Considering how hard it is to actually fix any accidental damage to brain cells and nerves, and the far-reaching consequences of such damage, I am always amazed to see how many are eager to just plug something into it and let some arbitrary code send electric shocks through their brain.
I get the unfathomable potential of the thing, and the appeal of said potential. But that’s a product I won’t be an early-adopter of.
Yeah, every time something like that is mentioned, I just think of small issues that could cause noise on the output. Basically if you wear some device that helps you, either passive like glasses or active like a hearing aid, you can immediately disconnect then if needed. But imagine an implant bugs out and you start receiving a maximum signal for something without being able to stop. Like a blinding bright light which doesn't go away when you close your eyes.

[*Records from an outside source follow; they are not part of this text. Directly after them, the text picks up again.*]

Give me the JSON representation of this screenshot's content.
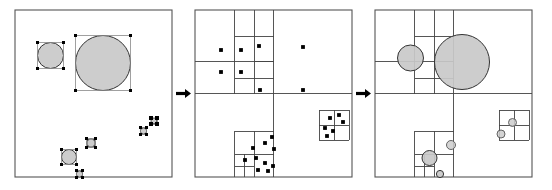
{
  "figure": {
    "width": 552,
    "height": 190,
    "background": "#ffffff",
    "panel_count": 3,
    "colors": {
      "disc_fill": "#c9c9c9",
      "disc_stroke": "#333333",
      "grid_line": "#444444",
      "frame": "#555555",
      "handle": "#000000",
      "point": "#000000",
      "arrow": "#000000"
    }
  },
  "panels": [
    {
      "id": "panel-objects",
      "name": "objects-with-bounding-boxes",
      "frame": {
        "x": 15,
        "y": 10,
        "w": 157,
        "h": 167
      },
      "discs": [
        {
          "cx": 50.5,
          "cy": 55.5,
          "r": 13.0
        },
        {
          "cx": 103.0,
          "cy": 63.0,
          "r": 27.5
        },
        {
          "cx": 69.0,
          "cy": 157.0,
          "r": 7.5
        },
        {
          "cx": 91.0,
          "cy": 143.0,
          "r": 4.2
        },
        {
          "cx": 79.5,
          "cy": 174.0,
          "r": 3.2
        },
        {
          "cx": 143.5,
          "cy": 131.0,
          "r": 3.2
        },
        {
          "cx": 154.0,
          "cy": 121.0,
          "r": 3.0
        }
      ],
      "handle_size": 3.2
    },
    {
      "id": "panel-quadtree",
      "name": "quadtree-subdivision-with-points",
      "frame": {
        "x": 195,
        "y": 10,
        "w": 157,
        "h": 167
      },
      "points": [
        {
          "x": 221,
          "y": 50
        },
        {
          "x": 241,
          "y": 50
        },
        {
          "x": 259,
          "y": 46
        },
        {
          "x": 221,
          "y": 72
        },
        {
          "x": 241,
          "y": 72
        },
        {
          "x": 260,
          "y": 90
        },
        {
          "x": 303,
          "y": 47
        },
        {
          "x": 303,
          "y": 90
        },
        {
          "x": 253,
          "y": 148
        },
        {
          "x": 265,
          "y": 143
        },
        {
          "x": 272,
          "y": 137
        },
        {
          "x": 274,
          "y": 149
        },
        {
          "x": 245,
          "y": 160
        },
        {
          "x": 256,
          "y": 158
        },
        {
          "x": 265,
          "y": 163
        },
        {
          "x": 258,
          "y": 170
        },
        {
          "x": 268,
          "y": 171
        },
        {
          "x": 273,
          "y": 166
        },
        {
          "x": 330,
          "y": 118
        },
        {
          "x": 339,
          "y": 115
        },
        {
          "x": 343,
          "y": 122
        },
        {
          "x": 325,
          "y": 128
        },
        {
          "x": 333,
          "y": 131
        },
        {
          "x": 327,
          "y": 136
        }
      ]
    },
    {
      "id": "panel-combined",
      "name": "quadtree-with-objects-overlay",
      "frame": {
        "x": 375,
        "y": 10,
        "w": 157,
        "h": 167
      },
      "discs": [
        {
          "cx": 410.5,
          "cy": 58.0,
          "r": 13.0,
          "open": false
        },
        {
          "cx": 462.0,
          "cy": 62.0,
          "r": 27.5,
          "open": false
        },
        {
          "cx": 429.5,
          "cy": 158.0,
          "r": 7.5,
          "open": false
        },
        {
          "cx": 451.0,
          "cy": 145.0,
          "r": 4.5,
          "open": true
        },
        {
          "cx": 440.0,
          "cy": 174.0,
          "r": 3.6,
          "open": false
        },
        {
          "cx": 512.5,
          "cy": 122.5,
          "r": 4.0,
          "open": true
        },
        {
          "cx": 501.0,
          "cy": 134.0,
          "r": 4.0,
          "open": true
        }
      ]
    }
  ],
  "arrows": [
    {
      "id": "arrow-1",
      "name": "arrow-panel1-to-panel2",
      "x": 176,
      "y": 93.5,
      "length": 15
    },
    {
      "id": "arrow-2",
      "name": "arrow-panel2-to-panel3",
      "x": 356,
      "y": 93.5,
      "length": 15
    }
  ],
  "grid_lines": {
    "panel_quadtree": [
      {
        "x1": 195,
        "y1": 93.5,
        "x2": 352,
        "y2": 93.5
      },
      {
        "x1": 273.5,
        "y1": 10,
        "x2": 273.5,
        "y2": 177
      },
      {
        "x1": 195,
        "y1": 61.5,
        "x2": 273.5,
        "y2": 61.5
      },
      {
        "x1": 234.5,
        "y1": 10,
        "x2": 234.5,
        "y2": 93.5
      },
      {
        "x1": 234.5,
        "y1": 36,
        "x2": 273.5,
        "y2": 36
      },
      {
        "x1": 254,
        "y1": 10,
        "x2": 254,
        "y2": 93.5
      },
      {
        "x1": 234.5,
        "y1": 78,
        "x2": 273.5,
        "y2": 78
      },
      {
        "x1": 254,
        "y1": 61.5,
        "x2": 273.5,
        "y2": 61.5
      },
      {
        "x1": 234.5,
        "y1": 131,
        "x2": 273.5,
        "y2": 131
      },
      {
        "x1": 234.5,
        "y1": 131,
        "x2": 234.5,
        "y2": 177
      },
      {
        "x1": 234.5,
        "y1": 154,
        "x2": 273.5,
        "y2": 154
      },
      {
        "x1": 254,
        "y1": 131,
        "x2": 254,
        "y2": 177
      },
      {
        "x1": 244,
        "y1": 154,
        "x2": 244,
        "y2": 177
      },
      {
        "x1": 234.5,
        "y1": 166,
        "x2": 254,
        "y2": 166
      },
      {
        "x1": 319,
        "y1": 110,
        "x2": 349,
        "y2": 110
      },
      {
        "x1": 319,
        "y1": 110,
        "x2": 319,
        "y2": 140
      },
      {
        "x1": 349,
        "y1": 110,
        "x2": 349,
        "y2": 140
      },
      {
        "x1": 319,
        "y1": 140,
        "x2": 349,
        "y2": 140
      },
      {
        "x1": 334,
        "y1": 110,
        "x2": 334,
        "y2": 140
      },
      {
        "x1": 319,
        "y1": 125,
        "x2": 349,
        "y2": 125
      }
    ],
    "panel_combined": [
      {
        "x1": 375,
        "y1": 93.5,
        "x2": 532,
        "y2": 93.5
      },
      {
        "x1": 453.5,
        "y1": 10,
        "x2": 453.5,
        "y2": 177
      },
      {
        "x1": 375,
        "y1": 61.5,
        "x2": 453.5,
        "y2": 61.5
      },
      {
        "x1": 414.5,
        "y1": 10,
        "x2": 414.5,
        "y2": 93.5
      },
      {
        "x1": 414.5,
        "y1": 36,
        "x2": 453.5,
        "y2": 36
      },
      {
        "x1": 434,
        "y1": 10,
        "x2": 434,
        "y2": 93.5
      },
      {
        "x1": 414.5,
        "y1": 78,
        "x2": 453.5,
        "y2": 78
      },
      {
        "x1": 434,
        "y1": 61.5,
        "x2": 453.5,
        "y2": 61.5
      },
      {
        "x1": 414.5,
        "y1": 131,
        "x2": 453.5,
        "y2": 131
      },
      {
        "x1": 414.5,
        "y1": 131,
        "x2": 414.5,
        "y2": 177
      },
      {
        "x1": 414.5,
        "y1": 154,
        "x2": 453.5,
        "y2": 154
      },
      {
        "x1": 434,
        "y1": 131,
        "x2": 434,
        "y2": 177
      },
      {
        "x1": 424,
        "y1": 154,
        "x2": 424,
        "y2": 177
      },
      {
        "x1": 414.5,
        "y1": 166,
        "x2": 434,
        "y2": 166
      },
      {
        "x1": 499,
        "y1": 110,
        "x2": 529,
        "y2": 110
      },
      {
        "x1": 499,
        "y1": 110,
        "x2": 499,
        "y2": 140
      },
      {
        "x1": 529,
        "y1": 110,
        "x2": 529,
        "y2": 140
      },
      {
        "x1": 499,
        "y1": 140,
        "x2": 529,
        "y2": 140
      },
      {
        "x1": 514,
        "y1": 110,
        "x2": 514,
        "y2": 140
      },
      {
        "x1": 499,
        "y1": 125,
        "x2": 529,
        "y2": 125
      }
    ]
  }
}
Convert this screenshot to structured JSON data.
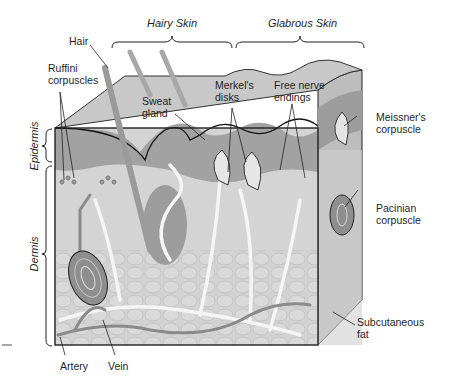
{
  "figure": {
    "type": "anatomical-diagram",
    "colors": {
      "background": "#ffffff",
      "surface_top": "#c9c9c9",
      "epidermis_dark": "#9a9a9a",
      "dermis": "#d6d6d6",
      "fat_lobules": "#cfcfcf",
      "nerve_white": "#f4f4f4",
      "vessel_gray": "#8a8a8a",
      "outline": "#222222",
      "text": "#1f1f1f"
    }
  },
  "region_brackets": {
    "hairy_skin": "Hairy Skin",
    "glabrous_skin": "Glabrous Skin"
  },
  "layer_brackets": {
    "epidermis": "Epidermis",
    "dermis": "Dermis"
  },
  "labels": {
    "hair": "Hair",
    "ruffini": "Ruffini\ncorpuscles",
    "sweat_gland": "Sweat\ngland",
    "merkel": "Merkel's\ndisks",
    "free_nerve": "Free nerve\nendings",
    "meissner": "Meissner's\ncorpuscle",
    "pacinian": "Pacinian\ncorpuscle",
    "subcutaneous": "Subcutaneous\nfat",
    "artery": "Artery",
    "vein": "Vein"
  }
}
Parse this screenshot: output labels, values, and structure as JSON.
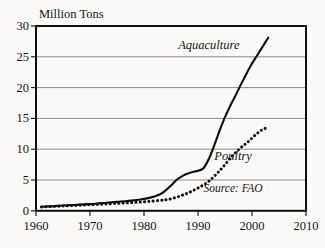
{
  "chart_data": {
    "type": "line",
    "title": "",
    "ylabel": "Million Tons",
    "xlabel": "",
    "xlim": [
      1960,
      2010
    ],
    "ylim": [
      0,
      30
    ],
    "grid": true,
    "legend": "inline-annotations",
    "xticks": [
      "1960",
      "1970",
      "1980",
      "1990",
      "2000",
      "2010"
    ],
    "yticks": [
      "0",
      "5",
      "10",
      "15",
      "20",
      "25",
      "30"
    ],
    "annotations": [
      {
        "name": "aquaculture-label",
        "text": "Aquaculture",
        "x": 1992,
        "y": 26.2
      },
      {
        "name": "poultry-label",
        "text": "Poultry",
        "x": 1996.5,
        "y": 8.2
      },
      {
        "name": "source-note",
        "text": "Source: FAO",
        "x": 1996.5,
        "y": 3.0
      }
    ],
    "x": [
      1961,
      1963,
      1965,
      1967,
      1969,
      1971,
      1973,
      1975,
      1977,
      1979,
      1981,
      1983,
      1984,
      1985,
      1986,
      1987,
      1988,
      1989,
      1990,
      1991,
      1992,
      1993,
      1994,
      1995,
      1996,
      1997,
      1998,
      1999,
      2000,
      2001,
      2002,
      2003
    ],
    "series": [
      {
        "name": "Aquaculture",
        "style": "solid",
        "values": [
          0.65,
          0.75,
          0.85,
          0.95,
          1.05,
          1.15,
          1.3,
          1.45,
          1.6,
          1.8,
          2.1,
          2.7,
          3.3,
          4.1,
          5.0,
          5.6,
          6.0,
          6.3,
          6.5,
          6.9,
          8.4,
          10.6,
          13.0,
          15.2,
          17.1,
          18.8,
          20.6,
          22.3,
          23.9,
          25.3,
          26.7,
          28.1
        ]
      },
      {
        "name": "Poultry",
        "style": "dotted",
        "values": [
          0.62,
          0.7,
          0.78,
          0.86,
          0.95,
          1.02,
          1.12,
          1.2,
          1.3,
          1.4,
          1.52,
          1.7,
          1.8,
          1.95,
          2.2,
          2.5,
          2.85,
          3.25,
          3.7,
          4.2,
          4.8,
          5.6,
          6.5,
          7.5,
          8.6,
          9.5,
          10.3,
          11.0,
          11.8,
          12.6,
          13.2,
          13.6
        ]
      }
    ]
  }
}
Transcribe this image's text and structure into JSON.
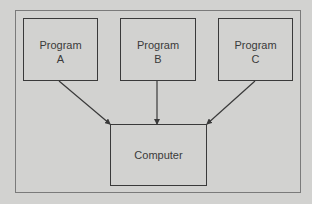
{
  "diagram": {
    "nodes": [
      {
        "id": "A",
        "line1": "Program",
        "line2": "A"
      },
      {
        "id": "B",
        "line1": "Program",
        "line2": "B"
      },
      {
        "id": "C",
        "line1": "Program",
        "line2": "C"
      },
      {
        "id": "computer",
        "label": "Computer"
      }
    ],
    "edges": [
      {
        "from": "A",
        "to": "computer"
      },
      {
        "from": "B",
        "to": "computer"
      },
      {
        "from": "C",
        "to": "computer"
      }
    ],
    "colors": {
      "background": "#d2d2d0",
      "stroke": "#3a3a3a"
    }
  }
}
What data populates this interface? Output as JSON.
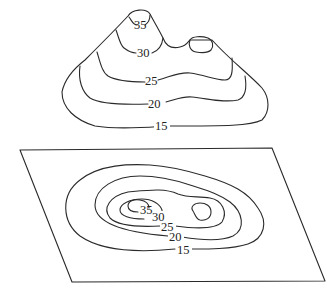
{
  "figure": {
    "top_view": {
      "name": "mountain-3d-view",
      "contour_labels": [
        "35",
        "30",
        "25",
        "20",
        "15"
      ]
    },
    "bottom_view": {
      "name": "contour-map-plane",
      "contour_labels": [
        "35",
        "30",
        "25",
        "20",
        "15"
      ]
    },
    "caption": ""
  },
  "colors": {
    "line": "#2a2a2a",
    "background": "#ffffff"
  }
}
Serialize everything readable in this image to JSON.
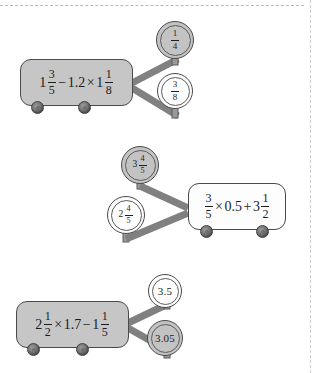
{
  "page": {
    "background_color": "#ffffff",
    "divider_color": "#b9b9b9",
    "ink_color": "#1d1d1d",
    "cart_gray": "#c6c6c6",
    "cart_white": "#fdfdfd",
    "connector_color": "#8c8c8c",
    "outline_color": "#4a4a4a"
  },
  "groups": [
    {
      "id": "group-1",
      "layout": "box-left-tokens-right",
      "cart": {
        "fill": "gray",
        "expression_text": "1 3/5 - 1.2 x 1 1/8",
        "parts": {
          "w1": "1",
          "f1_num": "3",
          "f1_den": "5",
          "op1": "−",
          "dec1": "1.2",
          "op2": "×",
          "w2": "1",
          "f2_num": "1",
          "f2_den": "8"
        }
      },
      "tokens": [
        {
          "fill": "gray",
          "value_text": "1/4",
          "parts": {
            "num": "1",
            "den": "4"
          }
        },
        {
          "fill": "white",
          "value_text": "3/8",
          "parts": {
            "num": "3",
            "den": "8"
          }
        }
      ]
    },
    {
      "id": "group-2",
      "layout": "tokens-left-box-right",
      "cart": {
        "fill": "white",
        "expression_text": "3/5 x 0.5 + 3 1/2",
        "parts": {
          "f1_num": "3",
          "f1_den": "5",
          "op1": "×",
          "dec1": "0.5",
          "op2": "+",
          "w2": "3",
          "f2_num": "1",
          "f2_den": "2"
        }
      },
      "tokens": [
        {
          "fill": "gray",
          "value_text": "3 4/5",
          "parts": {
            "whole": "3",
            "num": "4",
            "den": "5"
          }
        },
        {
          "fill": "white",
          "value_text": "2 4/5",
          "parts": {
            "whole": "2",
            "num": "4",
            "den": "5"
          }
        }
      ]
    },
    {
      "id": "group-3",
      "layout": "box-left-tokens-right",
      "cart": {
        "fill": "gray",
        "expression_text": "2 1/2 x 1.7 - 1 1/5",
        "parts": {
          "w1": "2",
          "f1_num": "1",
          "f1_den": "2",
          "op1": "×",
          "dec1": "1.7",
          "op2": "−",
          "w2": "1",
          "f2_num": "1",
          "f2_den": "5"
        }
      },
      "tokens": [
        {
          "fill": "white",
          "value_text": "3.5"
        },
        {
          "fill": "gray",
          "value_text": "3.05"
        }
      ]
    }
  ]
}
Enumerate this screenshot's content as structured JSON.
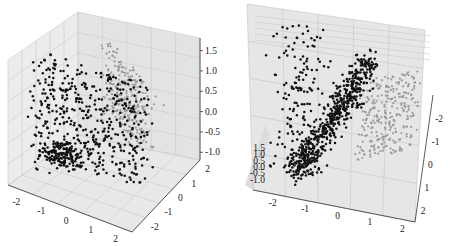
{
  "chart_data": [
    {
      "type": "scatter",
      "subtype": "3d-scatter",
      "title": "",
      "xlabel": "",
      "ylabel": "",
      "zlabel": "",
      "x_ticks": [
        "-2",
        "-1",
        "0",
        "1",
        "2"
      ],
      "y_ticks": [
        "-2",
        "-1",
        "0",
        "1",
        "2"
      ],
      "z_ticks": [
        "-1.0",
        "-0.5",
        "0.0",
        "0.5",
        "1.0",
        "1.5"
      ],
      "xlim": [
        -2.5,
        2.5
      ],
      "ylim": [
        -2.5,
        2.5
      ],
      "zlim": [
        -1.3,
        1.7
      ],
      "grid": true,
      "legend": null,
      "series": [
        {
          "name": "class-black",
          "color": "#111111",
          "approx_points": 600,
          "description": "dense vertical sheet spanning z -1.2..1.2, near front"
        },
        {
          "name": "class-gray",
          "color": "#9a9a9a",
          "approx_points": 300,
          "description": "narrower sheet behind, upper right"
        }
      ]
    },
    {
      "type": "scatter",
      "subtype": "3d-scatter",
      "title": "",
      "xlabel": "",
      "ylabel": "",
      "zlabel": "",
      "x_ticks": [
        "-2",
        "-1",
        "0",
        "1",
        "2"
      ],
      "y_ticks": [
        "-2",
        "-1",
        "0",
        "1",
        "2"
      ],
      "z_ticks": [
        "-1.0",
        "-0.5",
        "0.0",
        "0.5",
        "1.0",
        "1.5"
      ],
      "xlim": [
        -2.5,
        2.5
      ],
      "ylim": [
        -2.5,
        2.5
      ],
      "zlim": [
        -1.3,
        1.7
      ],
      "grid": true,
      "legend": null,
      "series": [
        {
          "name": "class-black",
          "color": "#111111",
          "approx_points": 600,
          "description": "elongated diagonal band viewed from above"
        },
        {
          "name": "class-gray",
          "color": "#9a9a9a",
          "approx_points": 300,
          "description": "separate cluster to the right"
        }
      ]
    }
  ]
}
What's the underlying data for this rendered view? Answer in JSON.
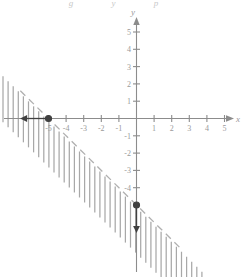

As much as the cyberpunk idea is fun, I'd have to really suffer without some implant to risk it.
I wonder if it's possible to make a much simpler passive-only "mental stress detection" system, and use that as a kind of emergency stop (let's not call it a "kill switch" in this context) for any more-complicated augmentation.
That creates the opposite risk that your enhancements stop working when you _want_ them in some kind of real/external emergency situation.
I suppose it also wouldn't work in the case that the main augmentation caused, say, unending waves of paralyzing calm, although there could be another detection-gate for physiological signals to keep such people from starving/dehydration.
Not the parent, but I vaguely recall our ethics teacher mentioning some associations advocating for hearing impaired people have, at least in some European countries, advocated against cochlear implants in young children, mostly on ethical grounds.
His whole point being that ethics is not about what some majority might instinctively believe is best for everyone, and that other perspectives must be considered.